How Nanguo Film Migrated 30+ Services to Alibaba Cloud Serverless in Just 7 Days
In a seven‑day sprint, Nanguo Film transformed its entire streaming platform by moving over 30 systems to Alibaba Cloud's Serverless Application Engine, cutting operational effort by 70%, reducing costs by more than 40%, and achieving ten‑fold faster scaling while maintaining zero downtime.
Pain Points
The original architecture ran entirely on Alibaba Cloud ECS instances. Operational bottlenecks included:
Slow elastic scaling – during traffic spikes a new ECS had to be purchased and manually provisioned, causing SLA violations.

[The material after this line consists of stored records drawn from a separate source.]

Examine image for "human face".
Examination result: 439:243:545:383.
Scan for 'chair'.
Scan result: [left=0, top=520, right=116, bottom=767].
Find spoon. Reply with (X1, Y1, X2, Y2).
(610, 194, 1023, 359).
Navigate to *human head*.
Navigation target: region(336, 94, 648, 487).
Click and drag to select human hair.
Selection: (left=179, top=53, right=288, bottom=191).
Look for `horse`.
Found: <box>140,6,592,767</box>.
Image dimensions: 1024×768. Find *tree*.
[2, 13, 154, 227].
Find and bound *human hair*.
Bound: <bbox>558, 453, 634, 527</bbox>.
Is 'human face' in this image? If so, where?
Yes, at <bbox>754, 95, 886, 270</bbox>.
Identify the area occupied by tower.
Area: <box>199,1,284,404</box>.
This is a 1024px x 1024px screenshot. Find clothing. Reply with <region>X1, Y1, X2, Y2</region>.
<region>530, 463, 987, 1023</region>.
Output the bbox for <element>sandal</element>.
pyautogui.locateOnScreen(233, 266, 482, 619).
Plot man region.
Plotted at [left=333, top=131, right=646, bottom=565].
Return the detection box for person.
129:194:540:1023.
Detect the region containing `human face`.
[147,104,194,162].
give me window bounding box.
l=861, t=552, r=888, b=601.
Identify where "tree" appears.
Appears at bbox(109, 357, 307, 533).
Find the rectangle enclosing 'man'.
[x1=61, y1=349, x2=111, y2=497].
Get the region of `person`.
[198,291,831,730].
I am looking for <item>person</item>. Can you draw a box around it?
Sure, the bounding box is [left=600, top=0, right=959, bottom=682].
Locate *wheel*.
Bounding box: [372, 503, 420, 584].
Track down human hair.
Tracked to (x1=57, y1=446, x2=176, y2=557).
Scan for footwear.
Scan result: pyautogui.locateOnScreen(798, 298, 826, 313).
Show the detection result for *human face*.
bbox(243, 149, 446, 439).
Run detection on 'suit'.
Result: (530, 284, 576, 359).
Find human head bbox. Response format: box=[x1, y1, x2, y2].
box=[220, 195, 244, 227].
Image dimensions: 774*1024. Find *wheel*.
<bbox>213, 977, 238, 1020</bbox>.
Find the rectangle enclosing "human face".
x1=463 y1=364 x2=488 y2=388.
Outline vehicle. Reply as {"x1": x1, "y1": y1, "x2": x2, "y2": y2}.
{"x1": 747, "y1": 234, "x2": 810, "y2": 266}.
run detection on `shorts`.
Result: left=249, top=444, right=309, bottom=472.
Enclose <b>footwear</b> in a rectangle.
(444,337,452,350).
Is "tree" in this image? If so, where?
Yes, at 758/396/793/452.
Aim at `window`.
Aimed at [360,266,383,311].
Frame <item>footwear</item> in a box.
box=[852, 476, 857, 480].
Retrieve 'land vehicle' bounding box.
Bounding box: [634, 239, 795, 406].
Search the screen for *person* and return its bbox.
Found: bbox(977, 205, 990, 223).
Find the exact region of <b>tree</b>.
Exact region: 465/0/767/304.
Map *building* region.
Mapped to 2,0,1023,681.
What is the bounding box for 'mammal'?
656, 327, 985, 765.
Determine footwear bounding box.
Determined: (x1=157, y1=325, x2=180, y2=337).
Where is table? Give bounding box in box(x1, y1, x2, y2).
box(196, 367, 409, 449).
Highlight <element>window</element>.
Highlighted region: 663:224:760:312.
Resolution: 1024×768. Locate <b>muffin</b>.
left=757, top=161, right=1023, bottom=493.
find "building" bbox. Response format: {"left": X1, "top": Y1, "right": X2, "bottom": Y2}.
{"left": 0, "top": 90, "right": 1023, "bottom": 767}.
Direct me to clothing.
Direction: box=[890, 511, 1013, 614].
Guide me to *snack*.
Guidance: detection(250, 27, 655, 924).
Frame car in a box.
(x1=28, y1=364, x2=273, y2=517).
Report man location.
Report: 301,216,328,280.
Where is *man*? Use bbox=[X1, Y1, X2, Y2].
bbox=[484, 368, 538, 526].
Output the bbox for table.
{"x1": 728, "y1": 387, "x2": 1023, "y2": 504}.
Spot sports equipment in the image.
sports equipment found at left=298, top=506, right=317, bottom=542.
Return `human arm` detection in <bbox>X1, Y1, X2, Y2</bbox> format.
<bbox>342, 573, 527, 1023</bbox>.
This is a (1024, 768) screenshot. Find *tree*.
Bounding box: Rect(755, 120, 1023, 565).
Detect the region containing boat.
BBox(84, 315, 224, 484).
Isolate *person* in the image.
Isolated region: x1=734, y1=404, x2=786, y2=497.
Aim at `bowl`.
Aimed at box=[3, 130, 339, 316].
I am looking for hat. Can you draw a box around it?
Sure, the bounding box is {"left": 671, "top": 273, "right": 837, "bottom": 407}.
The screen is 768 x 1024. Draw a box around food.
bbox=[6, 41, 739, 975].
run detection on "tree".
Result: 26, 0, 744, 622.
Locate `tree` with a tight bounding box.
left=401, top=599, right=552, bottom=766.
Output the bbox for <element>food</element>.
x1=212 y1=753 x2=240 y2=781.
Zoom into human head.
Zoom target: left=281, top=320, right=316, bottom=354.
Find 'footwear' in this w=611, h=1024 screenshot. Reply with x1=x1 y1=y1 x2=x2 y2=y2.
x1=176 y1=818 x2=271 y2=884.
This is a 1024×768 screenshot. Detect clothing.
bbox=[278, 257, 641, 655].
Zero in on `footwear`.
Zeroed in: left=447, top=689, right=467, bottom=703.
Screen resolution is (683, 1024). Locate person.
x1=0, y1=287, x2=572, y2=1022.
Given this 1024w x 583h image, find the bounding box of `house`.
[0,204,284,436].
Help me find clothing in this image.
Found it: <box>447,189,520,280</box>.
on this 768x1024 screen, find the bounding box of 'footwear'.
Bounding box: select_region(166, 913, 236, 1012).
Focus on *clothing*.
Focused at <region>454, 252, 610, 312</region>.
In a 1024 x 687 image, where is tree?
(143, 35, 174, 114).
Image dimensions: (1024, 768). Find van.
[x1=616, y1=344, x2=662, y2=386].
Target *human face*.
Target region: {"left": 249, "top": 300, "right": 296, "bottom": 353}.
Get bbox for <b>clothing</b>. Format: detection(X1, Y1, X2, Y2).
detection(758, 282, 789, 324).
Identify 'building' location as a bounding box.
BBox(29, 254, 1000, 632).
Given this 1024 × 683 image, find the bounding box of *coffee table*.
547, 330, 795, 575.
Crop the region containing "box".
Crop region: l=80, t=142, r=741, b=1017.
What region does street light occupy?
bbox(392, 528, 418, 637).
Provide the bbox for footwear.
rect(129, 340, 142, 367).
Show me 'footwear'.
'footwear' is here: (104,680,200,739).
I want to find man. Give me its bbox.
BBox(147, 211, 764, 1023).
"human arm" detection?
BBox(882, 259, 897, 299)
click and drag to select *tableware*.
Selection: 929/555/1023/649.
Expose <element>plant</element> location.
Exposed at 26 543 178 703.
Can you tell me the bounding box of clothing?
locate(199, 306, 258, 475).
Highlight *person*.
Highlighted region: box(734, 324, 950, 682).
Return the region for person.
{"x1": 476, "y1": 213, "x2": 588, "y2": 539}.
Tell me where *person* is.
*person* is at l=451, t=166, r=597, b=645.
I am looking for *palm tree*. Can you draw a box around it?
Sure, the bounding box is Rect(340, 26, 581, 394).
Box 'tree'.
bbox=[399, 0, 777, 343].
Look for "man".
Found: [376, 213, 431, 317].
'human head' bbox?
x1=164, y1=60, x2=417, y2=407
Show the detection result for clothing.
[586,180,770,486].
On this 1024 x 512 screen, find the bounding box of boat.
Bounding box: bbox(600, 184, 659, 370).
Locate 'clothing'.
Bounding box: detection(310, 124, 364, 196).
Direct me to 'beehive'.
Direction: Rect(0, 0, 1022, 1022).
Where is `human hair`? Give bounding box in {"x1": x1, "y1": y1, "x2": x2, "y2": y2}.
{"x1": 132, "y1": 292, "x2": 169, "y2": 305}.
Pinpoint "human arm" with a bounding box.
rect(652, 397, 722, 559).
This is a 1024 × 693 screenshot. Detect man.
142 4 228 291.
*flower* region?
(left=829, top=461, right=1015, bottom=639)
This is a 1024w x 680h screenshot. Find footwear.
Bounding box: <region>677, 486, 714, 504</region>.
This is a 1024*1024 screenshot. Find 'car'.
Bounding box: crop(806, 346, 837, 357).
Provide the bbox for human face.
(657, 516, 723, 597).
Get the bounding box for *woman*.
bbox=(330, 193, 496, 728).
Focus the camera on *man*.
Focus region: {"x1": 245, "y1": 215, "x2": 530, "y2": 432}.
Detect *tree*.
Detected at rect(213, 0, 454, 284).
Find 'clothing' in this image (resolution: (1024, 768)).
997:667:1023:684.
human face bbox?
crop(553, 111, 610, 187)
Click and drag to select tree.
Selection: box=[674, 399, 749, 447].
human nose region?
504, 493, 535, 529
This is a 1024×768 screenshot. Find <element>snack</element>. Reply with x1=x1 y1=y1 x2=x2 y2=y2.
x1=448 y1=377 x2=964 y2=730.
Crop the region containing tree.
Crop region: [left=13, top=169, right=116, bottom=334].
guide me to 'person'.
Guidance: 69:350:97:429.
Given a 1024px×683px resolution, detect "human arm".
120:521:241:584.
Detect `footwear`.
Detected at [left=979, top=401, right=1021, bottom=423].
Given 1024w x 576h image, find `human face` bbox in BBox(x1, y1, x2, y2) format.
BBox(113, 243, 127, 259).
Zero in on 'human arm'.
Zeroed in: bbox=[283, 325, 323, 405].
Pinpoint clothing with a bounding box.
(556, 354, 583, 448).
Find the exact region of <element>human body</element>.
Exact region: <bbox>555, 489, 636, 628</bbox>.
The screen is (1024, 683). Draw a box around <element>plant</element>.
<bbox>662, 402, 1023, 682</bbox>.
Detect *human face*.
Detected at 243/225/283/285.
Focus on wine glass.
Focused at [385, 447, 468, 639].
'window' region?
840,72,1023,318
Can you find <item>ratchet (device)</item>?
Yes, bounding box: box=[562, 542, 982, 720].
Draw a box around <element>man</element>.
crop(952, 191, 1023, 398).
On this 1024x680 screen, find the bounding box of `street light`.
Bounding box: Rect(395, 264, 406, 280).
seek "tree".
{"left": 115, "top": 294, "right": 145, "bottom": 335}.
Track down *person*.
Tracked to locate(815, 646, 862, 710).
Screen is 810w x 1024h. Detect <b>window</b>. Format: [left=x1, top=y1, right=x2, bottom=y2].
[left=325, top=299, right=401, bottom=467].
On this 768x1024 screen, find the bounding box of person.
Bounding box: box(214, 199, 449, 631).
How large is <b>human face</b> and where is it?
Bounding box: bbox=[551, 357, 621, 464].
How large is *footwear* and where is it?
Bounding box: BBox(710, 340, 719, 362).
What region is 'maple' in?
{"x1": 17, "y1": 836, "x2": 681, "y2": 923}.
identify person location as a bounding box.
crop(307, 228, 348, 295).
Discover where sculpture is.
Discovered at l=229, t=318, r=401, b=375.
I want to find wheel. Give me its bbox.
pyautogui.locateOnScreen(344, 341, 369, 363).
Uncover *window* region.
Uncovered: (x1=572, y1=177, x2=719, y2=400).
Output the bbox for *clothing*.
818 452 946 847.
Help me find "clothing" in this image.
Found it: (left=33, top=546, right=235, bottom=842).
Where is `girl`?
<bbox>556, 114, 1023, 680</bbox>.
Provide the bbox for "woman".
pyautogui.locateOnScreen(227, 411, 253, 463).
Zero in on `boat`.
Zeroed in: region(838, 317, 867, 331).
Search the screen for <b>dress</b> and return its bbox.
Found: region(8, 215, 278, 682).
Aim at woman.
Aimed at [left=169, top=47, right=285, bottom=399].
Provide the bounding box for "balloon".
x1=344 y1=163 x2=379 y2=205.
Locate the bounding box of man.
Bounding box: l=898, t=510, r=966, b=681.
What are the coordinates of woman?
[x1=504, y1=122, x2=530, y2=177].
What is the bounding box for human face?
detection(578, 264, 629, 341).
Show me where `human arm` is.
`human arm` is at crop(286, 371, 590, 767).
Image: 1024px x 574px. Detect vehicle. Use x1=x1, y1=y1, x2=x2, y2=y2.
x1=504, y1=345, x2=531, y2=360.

Lengthy, error‑prone release cycles – hundreds of servers required manual updates for each deployment.
High maintenance overhead – operations required expertise in Lua/Ansible scripts, cloud networking, and monitoring.
Poor resource utilization – capacity was sized for peak load, leaving most of the fleet idle during off‑peak periods.
Complex permission management – RAM policies were applied at the machine level, making multi‑tenant access cumbersome.
Selection Process
Three migration paths were evaluated:
Deep script optimization : could automate some tasks but still depended on skilled ops personnel and manual ECS procurement.
Self‑built Kubernetes : offered high density and auto‑scaling but required a steep learning curve and a dedicated ops team.
Alibaba Cloud Serverless Application Engine (SAE) : provided instant WAR/JAR deployment, unlimited elastic resources, and minimal operational overhead.
SAE was chosen as the final solution.
Implementation Rounds
Round 1 – CI/CD Pipeline
Integrated Travis CI with SAE to replace the ECS deployment workflow. The pipeline performs:
Run unit tests on each commit.
Upload build artifacts to a private OSS bucket.
Deploy the artifact to SAE using the same deploy step that previously targeted ECS.
SAE supports single‑batch, canary, and rollback strategies, enabling fast, reliable releases.
Round 2 – First Application Migration (API Gateway)
The API gateway, the highest‑traffic service, was selected first because it already spanned multiple regions and could run in parallel on ECS and SAE. Traffic was gradually shifted to SAE while keeping the ECS instances as a hot standby.
Round 3 – Auto‑Scaling Under Surge
A stress test using five times the traffic of a blockbuster release was executed. SAE auto‑scaling rules were configured with thresholds for CPU, memory, QPS, and response time. SAE scaled out within seconds and scaled back down during low load, delivering roughly 40% hardware cost savings compared with a permanently provisioned ECS fleet.
Round 4 – Full‑Link Monitoring & Diagnosis
SAE’s built‑in ARMS monitoring provides:
Topology maps of service calls.
Slow‑SQL and slow‑service detection.
Method‑level call‑stack traces.
Top‑N application reports for quick prioritization.
These features reduced troubleshooting time dramatically.
Round 5 – Enterprise‑Grade Permission Isolation & Approval
Permission management shifted from machine‑level RAM policies to application‑level roles. A single grant per application is sufficient. SAE also enforces a main‑account approval workflow for any sub‑account operation, preventing unauthorized changes.
Round 6 – Completion
Within seven days all 30+ services (hundreds of servers) were fully migrated to SAE. The migration required only 1–2 developers and incurred zero incidents.
Results & Benefits
Scaling speed increased from hours to seconds; no over‑provisioning or under‑provisioning.
Release cycles accelerated via CI/CD and one‑click CloudToolkit deployments.
Operations became largely hands‑off; alerts trigger automatic remediation.
Integrated monitoring shortened problem‑diagnosis time.
Overall development efficiency improved by ~70%, cost reduced >40%, and scaling efficiency grew >10×.
Key Takeaways
Deploy applications across multiple availability zones for resilience.
Use batch, canary, or gray‑release strategies for multi‑instance services.
Implement health‑check scripts and run them before deployment to avoid start‑up failures.
Derive scaling thresholds from thorough load‑testing; prefer conservative (lower) thresholds to prevent outages.
Configure SLS logging and ARMS alerts to enable effective post‑incident analysis.